Anderson's first wife, Jennie, provided some of the song's lyrics.
Anderson says that after he started writing the song, he needed to come up with a name for the character. "When you're dealing with a person, it's difficult to sing a song that people are going to find interesting unless you can give a name to the person. I thought ‘What do you call a guy like this? Tom? Old Tom the tramp? Harry the hobo?’ You've got to have something a bit more interesting."
Anderson says that he figured the character would be wheezing and in bad health, and that gave him the idea for using "Aqualung" as a name. "I kinda had in my eyes he would be a wheezing, sort of bronchial kind of chap. I was reminded of the sound that was made by Lloyd Bridges playing Mike Nelson in Sea Hunt, which adorned our TV screens in the late 60s. Lloyd Bridges, in his Mike Nelson aquatic or sub-aquatic character, there was a lot of audio track where he was breathing underwater, very characteristic sort of scuba diving sound. I thought, ‘Well, we'll call this guy Aqualung ’cause he's got a sort of bronchial wheeze.’"

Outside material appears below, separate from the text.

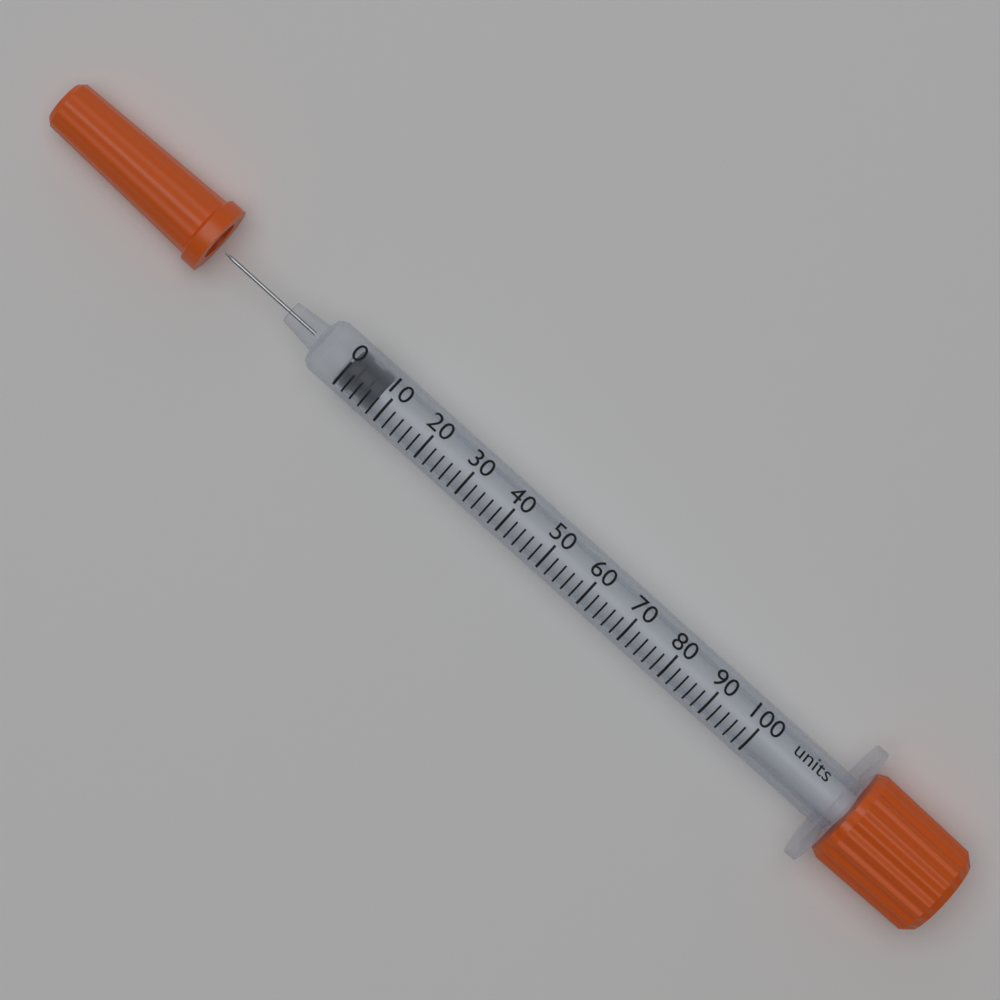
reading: 0 units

Shortly after the song was released, Tull discovered that Aqualung was a brand name rather than a generic term. "They tried to sue the hell out of us, the Aqualung Corporation of North America. We apologized profusely and said, ‘Sorry, we didn't know. We thought ALL underwater breathing apparatus were called Aqualungs because it's so famous the world over.' It was an honest mistake. I think they were flattered by the fact that we were so, thought they were just the one and only kind of company doing that stuff. They decided not to sue us after all. Thank goodness I didn't call the character Hoover ’cause they might not have been so pleasant."
It was during the Aqualung tour that Tull lost original drummer Clive Bunker, who returned to England to get married. Barriemore Barlow, of the band Requiem, replaced him.